A reasonable initial evaluation should include:

A service that does not ask about most of this is not doing the work of a clinician.

Side effects and what to watch for

The most common side effects are gastrointestinal: nausea, vomiting, diarrhea, constipation, abdominal pain, and reflux. They are usually most prominent during dose escalation and tend to improve over weeks. Reduced appetite is the intended effect; profound food aversion or significant lean mass loss is not.

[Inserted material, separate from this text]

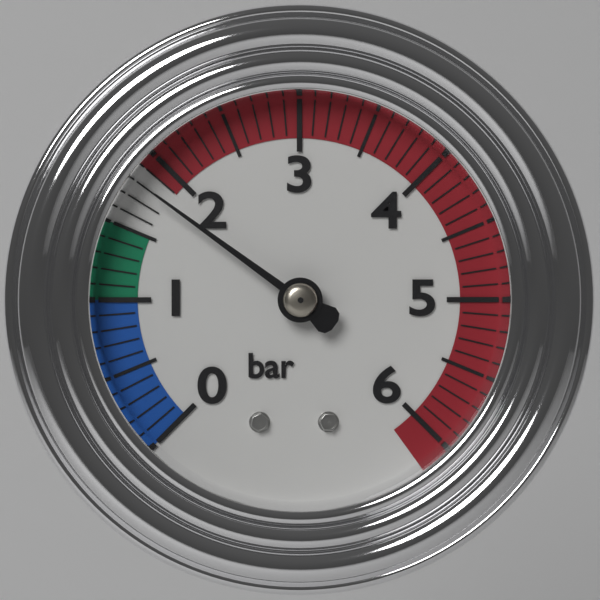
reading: 1.8 bar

Less common but more serious effects include pancreatitis, gallbladder disease (cholelithiasis and cholecystitis), kidney injury (often related to dehydration from severe vomiting), and gastroparesis. There are theoretical concerns about thyroid C-cell tumors based on rodent data; humans with personal or family history of medullary thyroid carcinoma or MEN2 should not use these drugs. Reports of suicidality have prompted ongoing investigation; the FDA has reviewed available data and updated labeling guidance.

A clinician who manages side effects — adjusting dose, slowing titration, addressing dehydration, evaluating concerning symptoms — is doing the work. A service that simply refills the next month's dose regardless of how you are doing is not.

The long-term question

GLP-1 receptor agonists work while patients take them. Trial data and clinical experience consistently show substantial weight regain after stopping. This raises a real question: if these medications work, are they meant to be lifelong therapy? For many patients, the answer is probably yes — analogous to other chronic medical conditions where ongoing pharmacotherapy is the standard. But the cost, the supply situation, and the patient's own life circumstances make this a non-trivial conversation.

A reasonable service raises this question explicitly rather than leaving the patient to discover it. A care plan should include: lifestyle and behavioral support that builds skills durable beyond the medication, monitoring of muscle mass and nutritional status, a discussion of what happens if access ends, and consideration of dose tapering or maintenance strategies. None of this is unique to telehealth; what is unique is that some telehealth services have framed GLP-1s as a quick fix without engaging with the long-term question.

Insurance, cost, and access

FDA-approved GLP-1s for weight loss are expensive at retail (often more than a thousand dollars per month). Insurance coverage for weight-loss indications is inconsistent: some plans cover them with prior authorization and BMI thresholds; many do not. Coverage for diabetes is broader. Manufacturer savings programs reduce out-of-pocket costs for some patients. Compounded products were often substantially cheaper, which is much of why telehealth services using them grew quickly. As the legal basis for compounding shifts, prices and access are also shifting.

What a thoughtful service does

Red flags

See red flags in any remote care service.

What to ask

When this is not enough

For some patients, integrated obesity medicine — a clinician working closely with a registered dietitian, a behavioral specialist, and possibly a bariatric surgery program — is more appropriate than a single-medication service. For severe gastrointestinal symptoms, suspected pancreatitis, suspected gallbladder disease, or other significant side effects, in-person evaluation is appropriate. See when telehealth is not enough and choosing a primary care telehealth service.

Related reading

Not medical advice. This site provides general educational information about navigating remote healthcare. It does not diagnose, treat, or recommend treatment for any condition. For personal medical questions, talk to a licensed clinician.